As we considered back in February, blue is everywhere on the Internet, and due to that fact has a strong case for being its official colour. I bet we can, therefore, consider it to be the most modern colour, then!
Design arguments aside, Science Alert has more scientific evidence that bolsters blue’s avant-garde status. There is linguistic evidence that blue has been recognized as its own colour — and therefore “seen” by human eyes — in the modern era.
Writer Fiona MacDonald parses studies that are up to 200 years old, and of a variety of cultures, that show that most of ancient humanity (with written histories) lacked a distinct word for the colour blue, while faring well with black, white, red, and yellow. The first human culture to have a recorded word for blue was actually the ancient Egyptians, who had invented mass producible blue dye. The colour blue was important to the Egyptians, who lived along the Nile, and revered the river for its religious and agricultural significance.
But does the lack of blue in a natural environment necessarily mean it went literally unseen? More recent research shows that it’s more a matter of the definition of “blue,” rather than, say, certain cones being absent from the eye.
The Himba community of Namibia was tested by a team out of Goldsmith’s University of London in 2006. The Himba do not have a word for blue in their language — but many words for “green”. In visual tests that showed one blue square in a circle of green squares, the Himba subjects were unable to identify which of the squares was blue; they saw them all as the same colour. (In contrast, the researchers attempted the test again with a one square a slightly different shade of green than the others. The Himba subjects spotted the square immediately, while English speakers could not!)
“Another study by MIT scientists in 2007 showed that native Russian speakers, who don’t have one single word for blue, but instead have a word for light blue (goluboy) and dark blue (siniy), can discriminate between light and dark shades of blue much faster than English speakers.
This all suggests that, until they had a word from it, it’s likely that our ancestors didn’t actually see blue.
Or, more accurately, they probably saw it as we do now, but they never really noticed it.”
There’s something lyrical about the idea of a colour coming into being for us only if we know we’re looking at it. It makes me wonder how much else we are missing out on, simply because we don’t have words for it. Perhaps our language will evolve to show us, as it has before. Then we — and our Internet — will never be the same.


**INSTRUCTIONS TO FOLLOW:**
Needed from the data below: all lines that contain the word "self".

DATA FOR PROCESSING Block Start

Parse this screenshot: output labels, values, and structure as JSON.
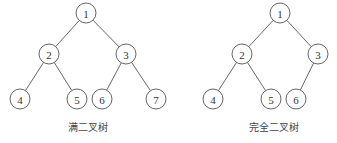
{
  "trees": [
    {
      "caption": "满二叉树",
      "caption_pos": [
        88,
        131
      ],
      "nodes": [
        {
          "label": "1",
          "x": 86,
          "y": 13
        },
        {
          "label": "2",
          "x": 49,
          "y": 54
        },
        {
          "label": "3",
          "x": 126,
          "y": 54
        },
        {
          "label": "4",
          "x": 20,
          "y": 99
        },
        {
          "label": "5",
          "x": 77,
          "y": 99
        },
        {
          "label": "6",
          "x": 102,
          "y": 99
        },
        {
          "label": "7",
          "x": 156,
          "y": 99
        }
      ],
      "edges": [
        [
          0,
          1
        ],
        [
          0,
          2
        ],
        [
          1,
          3
        ],
        [
          1,
          4
        ],
        [
          2,
          5
        ],
        [
          2,
          6
        ]
      ]
    },
    {
      "caption": "完全二叉树",
      "caption_pos": [
        274,
        131
      ],
      "nodes": [
        {
          "label": "1",
          "x": 280,
          "y": 13
        },
        {
          "label": "2",
          "x": 242,
          "y": 54
        },
        {
          "label": "3",
          "x": 318,
          "y": 54
        },
        {
          "label": "4",
          "x": 213,
          "y": 99
        },
        {
          "label": "5",
          "x": 271,
          "y": 99
        },
        {
          "label": "6",
          "x": 296,
          "y": 99
        }
      ],
      "edges": [
        [
          0,
          1
        ],
        [
          0,
          2
        ],
        [
          1,
          3
        ],
        [
          1,
          4
        ],
        [
          2,
          5
        ]
      ]
    }
  ],
  "node_radius": 10
}
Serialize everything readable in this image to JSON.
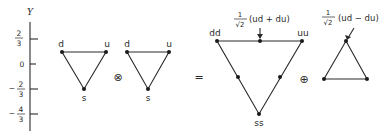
{
  "axis": {
    "title": "Y",
    "ticks": [
      {
        "num": "2",
        "den": "3",
        "sign": ""
      },
      {
        "label": "0"
      },
      {
        "num": "2",
        "den": "3",
        "sign": "−"
      },
      {
        "num": "4",
        "den": "3",
        "sign": "−"
      }
    ]
  },
  "triplet_a": {
    "labels": {
      "d": "d",
      "u": "u",
      "s": "s"
    }
  },
  "operator_tensor": "⊗",
  "triplet_b": {
    "labels": {
      "d": "d",
      "u": "u",
      "s": "s"
    }
  },
  "operator_equals": "=",
  "sextet": {
    "labels": {
      "dd": "dd",
      "uu": "uu",
      "ss": "ss"
    },
    "annotation": {
      "num": "1",
      "den": "√2",
      "text": "(ud + du)"
    }
  },
  "operator_direct_sum": "⊕",
  "antitriplet": {
    "annotation": {
      "num": "1",
      "den": "√2",
      "text": "(ud − du)"
    }
  }
}
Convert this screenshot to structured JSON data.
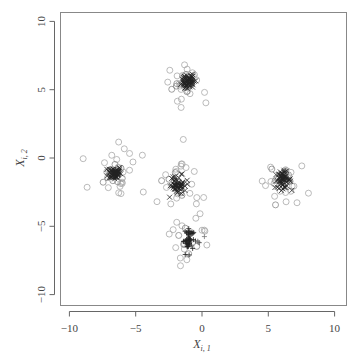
{
  "chart_data": {
    "type": "scatter",
    "title": "",
    "xlabel": "X_{i,1}",
    "ylabel": "X_{i,2}",
    "xlabel_main": "X",
    "xlabel_sub": "i, 1",
    "ylabel_main": "X",
    "ylabel_sub": "i, 2",
    "xlim": [
      -10.5,
      10.7
    ],
    "ylim": [
      -10.8,
      10.7
    ],
    "xticks": [
      -10,
      -5,
      0,
      5,
      10
    ],
    "yticks": [
      -10,
      -5,
      0,
      5,
      10
    ],
    "xtick_labels": [
      "−10",
      "−5",
      "0",
      "5",
      "10"
    ],
    "ytick_labels": [
      "−10",
      "−5",
      "0",
      "5",
      "10"
    ],
    "grid": false,
    "legend": null,
    "marker_color": "#555555",
    "core_color": "#222222",
    "clusters": [
      {
        "name": "cluster-top",
        "center": [
          -1.1,
          5.6
        ],
        "core_marker": "x",
        "core_count": 60,
        "core_sd": 0.25,
        "outlier_count": 22,
        "outlier_sd": 1.0
      },
      {
        "name": "cluster-left",
        "center": [
          -6.6,
          -1.1
        ],
        "core_marker": "x",
        "core_count": 60,
        "core_sd": 0.25,
        "outlier_count": 22,
        "outlier_sd": 1.0
      },
      {
        "name": "cluster-middle",
        "center": [
          -1.8,
          -2.0
        ],
        "core_marker": "x",
        "core_count": 55,
        "core_sd": 0.3,
        "outlier_count": 22,
        "outlier_sd": 1.1
      },
      {
        "name": "cluster-right",
        "center": [
          6.1,
          -1.6
        ],
        "core_marker": "x",
        "core_count": 60,
        "core_sd": 0.3,
        "outlier_count": 18,
        "outlier_sd": 1.0
      },
      {
        "name": "cluster-bottom",
        "center": [
          -1.0,
          -6.0
        ],
        "core_marker": "+",
        "core_count": 45,
        "core_sd": 0.4,
        "outlier_count": 14,
        "outlier_sd": 0.9
      }
    ],
    "outlier_marker": "o"
  },
  "layout": {
    "plot_left": 60.5,
    "plot_top": 12.5,
    "plot_right": 346.5,
    "plot_bottom": 305.5,
    "x_zero_px": 202,
    "x_px_per_unit": 13.26,
    "y_zero_px": 158,
    "y_px_per_unit": 13.66
  }
}
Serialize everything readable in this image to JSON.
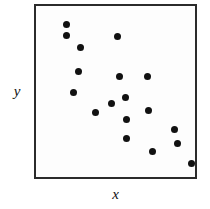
{
  "chart_data": {
    "type": "scatter",
    "title": "",
    "subtitle": "",
    "xlabel": "x",
    "ylabel": "y",
    "xlim": [
      0,
      100
    ],
    "ylim": [
      0,
      100
    ],
    "grid": false,
    "legend": null,
    "annotations": [],
    "marker": {
      "shape": "circle",
      "color": "#111111",
      "size_px": 7
    },
    "frame": {
      "border_color": "#2b2b2b",
      "background": "#fdfdfd"
    },
    "n_points": 18,
    "points": [
      {
        "x": 19,
        "y": 90
      },
      {
        "x": 19,
        "y": 83
      },
      {
        "x": 28,
        "y": 77
      },
      {
        "x": 50,
        "y": 83
      },
      {
        "x": 27,
        "y": 63
      },
      {
        "x": 23,
        "y": 51
      },
      {
        "x": 50,
        "y": 60
      },
      {
        "x": 68,
        "y": 60
      },
      {
        "x": 55,
        "y": 46
      },
      {
        "x": 46,
        "y": 50
      },
      {
        "x": 36,
        "y": 39
      },
      {
        "x": 69,
        "y": 39
      },
      {
        "x": 55,
        "y": 35
      },
      {
        "x": 85,
        "y": 28
      },
      {
        "x": 56,
        "y": 22
      },
      {
        "x": 87,
        "y": 20
      },
      {
        "x": 71,
        "y": 16
      },
      {
        "x": 95,
        "y": 9
      }
    ],
    "points_px": [
      {
        "x": 64,
        "y": 22
      },
      {
        "x": 64,
        "y": 33
      },
      {
        "x": 78,
        "y": 45
      },
      {
        "x": 115,
        "y": 34
      },
      {
        "x": 76,
        "y": 69
      },
      {
        "x": 71,
        "y": 90
      },
      {
        "x": 117,
        "y": 74
      },
      {
        "x": 145,
        "y": 74
      },
      {
        "x": 123,
        "y": 95
      },
      {
        "x": 109,
        "y": 101
      },
      {
        "x": 93,
        "y": 110
      },
      {
        "x": 146,
        "y": 108
      },
      {
        "x": 124,
        "y": 117
      },
      {
        "x": 172,
        "y": 127
      },
      {
        "x": 124,
        "y": 136
      },
      {
        "x": 175,
        "y": 141
      },
      {
        "x": 150,
        "y": 149
      },
      {
        "x": 189,
        "y": 161
      }
    ]
  }
}
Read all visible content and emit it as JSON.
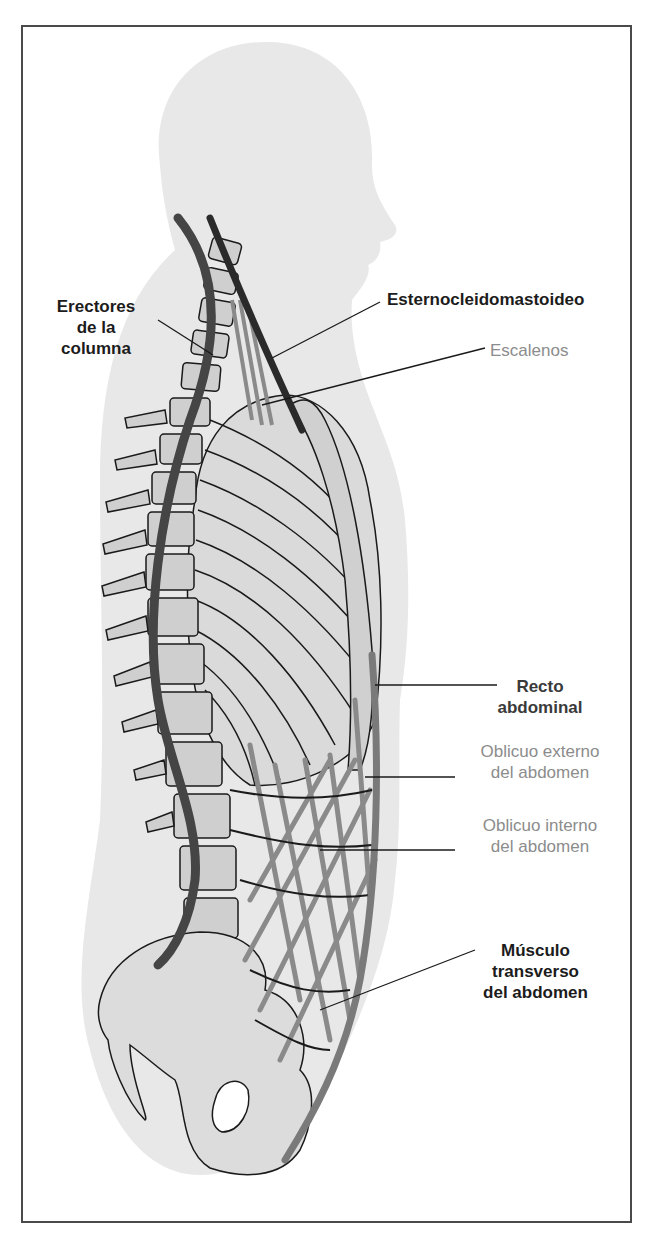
{
  "figure": {
    "colors": {
      "silhouette": "#e6e6e6",
      "bone_fill": "#d6d6d6",
      "bone_outline": "#1a1a1a",
      "erector_muscle": "#444444",
      "scm_muscle": "#2a2a2a",
      "gray_muscle": "#8a8a8a",
      "label_dark": "#1c1c1c",
      "label_gray": "#8c8c8c"
    }
  },
  "labels": {
    "erectores": {
      "line1": "Erectores",
      "line2": "de la",
      "line3": "columna"
    },
    "esternocleidomastoideo": {
      "text": "Esternocleidomastoideo"
    },
    "escalenos": {
      "text": "Escalenos"
    },
    "recto": {
      "line1": "Recto",
      "line2": "abdominal"
    },
    "oblicuo_externo": {
      "line1": "Oblicuo externo",
      "line2": "del abdomen"
    },
    "oblicuo_interno": {
      "line1": "Oblicuo interno",
      "line2": "del abdomen"
    },
    "transverso": {
      "line1": "Músculo",
      "line2": "transverso",
      "line3": "del abdomen"
    }
  }
}
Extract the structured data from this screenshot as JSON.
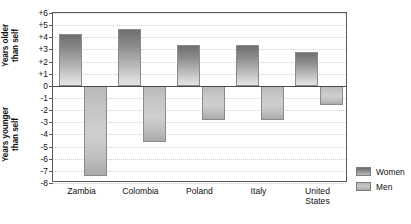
{
  "chart_data": {
    "type": "bar",
    "title": "",
    "subtitle": "",
    "xlabel": "",
    "ylabel_upper_line1": "Years older",
    "ylabel_upper_line2": "than self",
    "ylabel_lower_line1": "Years younger",
    "ylabel_lower_line2": "than self",
    "categories": [
      "Zambia",
      "Colombia",
      "Poland",
      "Italy",
      "United States"
    ],
    "category_lines": [
      [
        "Zambia"
      ],
      [
        "Colombia"
      ],
      [
        "Poland"
      ],
      [
        "Italy"
      ],
      [
        "United",
        "States"
      ]
    ],
    "series": [
      {
        "name": "Women",
        "values": [
          4.3,
          4.7,
          3.4,
          3.4,
          2.8
        ],
        "color": "#8a8a8a"
      },
      {
        "name": "Men",
        "values": [
          -7.4,
          -4.6,
          -2.8,
          -2.8,
          -1.6
        ],
        "color": "#c4c4c4"
      }
    ],
    "ylim": [
      -8,
      6
    ],
    "ytick_values": [
      6,
      5,
      4,
      3,
      2,
      1,
      0,
      -1,
      -2,
      -3,
      -4,
      -5,
      -6,
      -7,
      -8
    ],
    "ytick_labels": [
      "+6",
      "+5",
      "+4",
      "+3",
      "+2",
      "+1",
      "0",
      "-1",
      "-2",
      "-3",
      "-4",
      "-5",
      "-6",
      "-7",
      "-8"
    ],
    "zero_reference": 0,
    "grid": true,
    "grid_style": "dotted-horizontal",
    "legend_position": "outside-bottom-right",
    "orientation": "vertical",
    "bar_fill_style": "vertical-gradient",
    "axis_color": "#5a5a5a",
    "grid_color": "#cfcfcf",
    "background": "#ffffff"
  },
  "legend": {
    "items": [
      {
        "label": "Women"
      },
      {
        "label": "Men"
      }
    ]
  }
}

DATA FOR PROCESSING Block End

**THE COMPLETED TASK:**
    "ylabel_upper_line2": "than self",
    "ylabel_lower_line2": "than self",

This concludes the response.